View Full Version : A very basic electrical question


JHL
06-15-07, 03:51 PM
I have been enjoying my home theater for almost 9 years and it has had almost no electrical issues in that time. My theater is in a general purpose 18x15 that I did not make electrical modifications to when I bought the house. It has three circuits in the room (two control outlets on either wall and another is used for light switches). I have been using a single outlet for all the components in my rack and it has never been a problem.

Last night was hot and I had the A/C running while I watched a movie. After about one hour I heard a "click" and all the components in my rack went off. The projector and subwoofer (powered on the other wall) were unaffected. I checked another outlet on that wall and it was dead too. I assumed that something had caused a circuit breaker to trigger and I went outside to take a look. Unfortunately all the circuit breakers are in the "on" position and I decided not to play around with all the unlabeled ones (about 7 out of 20) to see what I could do. This morning I took one more look and then ran an extension cord across the theater room to power my component rack. That worked fine for three hours while I finished off the movie I was watching last night and another movie.

Is there anything else I can to troubleshoot this problem further or should I simply call an electrician?

John

BritInVA
06-15-07, 03:53 PM
Sounds like there may be a GFCI on the circuit somewhere.

Cheers,
Mark

wolverines
06-15-07, 04:03 PM
Like Mark said - check to see if there's a GFCI somewhere on the chain. If there isn't I'd check every outlet on that circuit. If they were wired correctly the power goes from one to the next. Somewhere in that series you could have a problem.

Kevin_Wadsworth
06-15-07, 04:23 PM
My circuit breakers sometimes still appear to be in the "on" position even after they have tripped. You might try switching the breaker to the affected equipment off and back on again and see if that helps.

pmeyer
06-15-07, 04:46 PM
Same with mine. Mine stay in the on position (or slightly shifted towards off). Mine have an orange area that appears behind a clear plastic panel in the middle of the breaker.

One suggestion: when you do figure out which breaker it is, mark it with a sharpie.

BIGmouthinDC
06-15-07, 05:33 PM
This may sound too basic put it you are using a power strip for that rack it might trip. I have a power strip in my workshop that trips before the GFI outlet and before the circuit breaker. I never even knew it had that feature until one day I overloaded the circuit and it tripped. After a few minutes of W..T..F...? and checking the Outlet and the Breaker I glanced at the strip and noticed the switch had popped to the off position.

JHL
06-15-07, 05:51 PM
The house is almost twenty years old and I am only the second owner. The outlets look very generic and I dont see anything that looks unusual in the breaker box. I guess I need to start testing the circuit breakers.

thanks for the suggestions,

John

longtimelurker
06-15-07, 08:25 PM
assuming all else is fine (no gfci, breaker has been cycled, no powerstrip/conditioners) then i would put good money on betting that your outlets (somewhere in that chain) are "backstabbed."

you've been pulling some amps through there and its likely the back-stabs got weak over time and had a little arcing, that has now carboned up the contacts (and that snap you heard was the arcing).

Not unusual at all with backstabs, which is why they are generally frowned upon....pull all the outlets and check (do every one from the box to the equipment, it could be anywhere)......

tiggers
06-15-07, 09:57 PM
Hmmm. I wonder if I may be headed for the same future as the OP. All the outlets in my house are back stabbed. When I turn a TV on off of one circuit, the lights will slightly dim for a split second on another circuit.

BIGmouthinDC
06-15-07, 10:19 PM
Stick your nose near all the outlets on the circuit. When I had a back stabbed connection go bad if your nose was within a foot of the outlet you could tell something was wrong. When I pulled the outlet the back looked like a charcoal briquette.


**Directions for this task**:
The word "ribbon" occurs in some of the lines below; copy each of those lines.
--- Data ---
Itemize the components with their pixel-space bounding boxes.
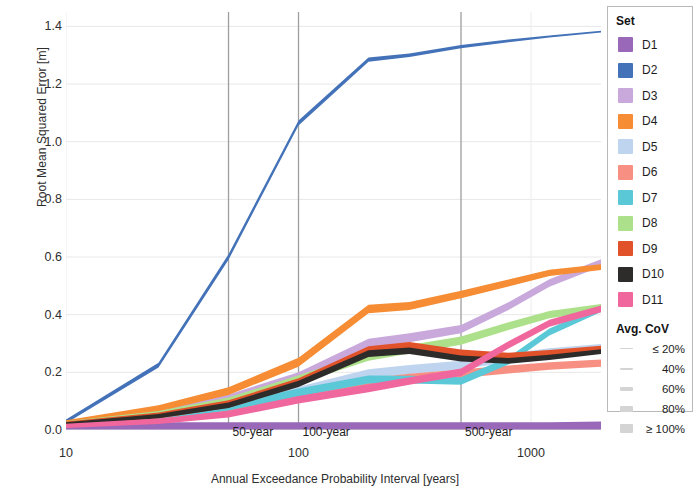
legend-item-label: D11: [642, 293, 663, 307]
legend-cov-bar: [620, 348, 633, 349]
x-axis-title: Annual Exceedance Probability Interval […: [55, 472, 615, 486]
y-tick-label: 0.2: [16, 365, 62, 379]
legend-cov-item-4[interactable]: ≥ 100%: [615, 419, 692, 439]
legend-item-label: D2: [642, 63, 657, 77]
legend-item-d10[interactable]: D10: [615, 262, 692, 288]
legend-item-label: D10: [642, 267, 664, 281]
legend-color-swatch: [618, 292, 633, 307]
reference-line-label: 100-year: [303, 425, 350, 439]
y-tick-label: 1.4: [16, 19, 62, 33]
legend-item-label: D9: [642, 242, 657, 256]
legend-cov-bar: [620, 387, 633, 391]
legend-item-d7[interactable]: D7: [615, 185, 692, 211]
legend-cov-item-1[interactable]: 40%: [615, 359, 692, 379]
legend-cov-item-3[interactable]: 80%: [615, 399, 692, 419]
legend-color-swatch: [618, 216, 633, 231]
legend-cov-item-0[interactable]: ≤ 20%: [615, 339, 692, 359]
legend-item-d5[interactable]: D5: [615, 134, 692, 160]
legend-color-swatch: [618, 190, 633, 205]
legend-item-d2[interactable]: D2: [615, 58, 692, 84]
legend-color-swatch: [618, 165, 633, 180]
x-tick-label: 1000: [517, 446, 545, 460]
legend-color-swatch: [618, 267, 633, 282]
legend-item-label: D8: [642, 216, 657, 230]
legend-item-label: D6: [642, 165, 657, 179]
legend-color-swatch: [618, 88, 633, 103]
legend-color-swatch: [618, 37, 633, 52]
legend-cov-bar: [620, 368, 633, 370]
reference-line-label: 500-year: [465, 425, 512, 439]
legend-set-items: D1D2D3D4D5D6D7D8D9D10D11: [615, 32, 692, 313]
legend-cov-label: 80%: [634, 403, 692, 415]
legend-cov-thickness-mark: [618, 424, 634, 433]
legend-item-d11[interactable]: D11: [615, 287, 692, 313]
reference-line-label: 50-year: [233, 425, 274, 439]
legend-color-swatch: [618, 241, 633, 256]
legend-cov-bar: [620, 424, 633, 433]
legend-item-label: D4: [642, 114, 657, 128]
legend-item-d1[interactable]: D1: [615, 32, 692, 58]
legend-item-label: D1: [642, 38, 657, 52]
y-tick-label: 0.4: [16, 308, 62, 322]
legend-set-title: Set: [616, 14, 692, 28]
chart-root: Root Mean Squared Error [m] 0.00.20.40.6…: [0, 0, 697, 496]
legend-item-d9[interactable]: D9: [615, 236, 692, 262]
y-tick-label: 0.6: [16, 250, 62, 264]
legend-item-label: D7: [642, 191, 657, 205]
y-tick-label: 1.0: [16, 135, 62, 149]
series-ribbon-D4: [66, 264, 601, 424]
legend-item-d3[interactable]: D3: [615, 83, 692, 109]
legend-cov-items: ≤ 20%40%60%80%≥ 100%: [615, 339, 692, 439]
legend-cov-thickness-mark: [618, 387, 634, 391]
x-tick-label: 10: [59, 446, 73, 460]
legend-cov-label: ≤ 20%: [634, 343, 692, 355]
legend-item-d6[interactable]: D6: [615, 160, 692, 186]
legend-cov-thickness-mark: [618, 348, 634, 349]
legend-cov-label: 40%: [634, 363, 692, 375]
y-tick-label: 0.8: [16, 192, 62, 206]
y-tick-label: 1.2: [16, 77, 62, 91]
legend-item-label: D5: [642, 140, 657, 154]
legend-cov-label: 60%: [634, 383, 692, 395]
legend-cov-bar: [620, 406, 633, 412]
legend-color-swatch: [618, 139, 633, 154]
y-axis-tick-labels: 0.00.20.40.60.81.01.21.4: [0, 0, 62, 496]
plot-area: [66, 12, 601, 430]
legend-cov-label: ≥ 100%: [634, 423, 692, 435]
legend-cov-thickness-mark: [618, 406, 634, 412]
x-tick-label: 100: [288, 446, 309, 460]
legend-panel: Set D1D2D3D4D5D6D7D8D9D10D11 Avg. CoV ≤ …: [607, 6, 693, 412]
y-tick-label: 0.0: [16, 423, 62, 437]
legend-color-swatch: [618, 114, 633, 129]
legend-item-d4[interactable]: D4: [615, 109, 692, 135]
legend-item-label: D3: [642, 89, 657, 103]
legend-color-swatch: [618, 63, 633, 78]
legend-item-d8[interactable]: D8: [615, 211, 692, 237]
legend-cov-title: Avg. CoV: [616, 322, 692, 336]
legend-cov-item-2[interactable]: 60%: [615, 379, 692, 399]
legend-cov-thickness-mark: [618, 368, 634, 370]
series-ribbon-D3: [66, 259, 601, 425]
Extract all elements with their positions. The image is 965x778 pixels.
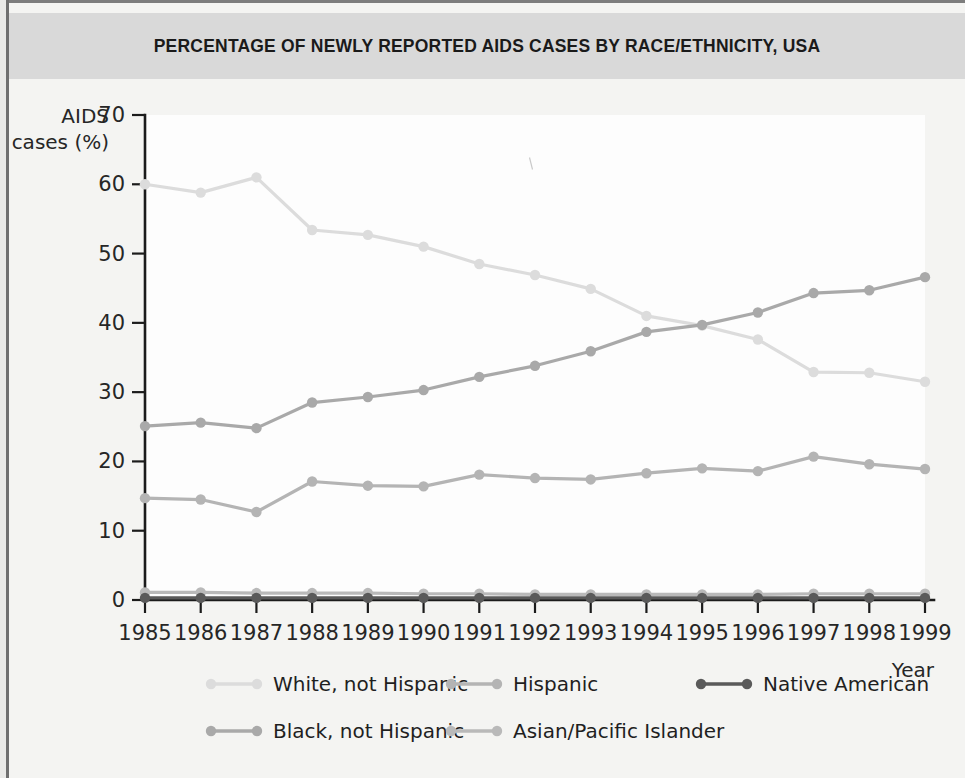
---
**Exercise result**:
series-ribbon-D4: [66, 264, 601, 424]
series-ribbon-D3: [66, 259, 601, 425]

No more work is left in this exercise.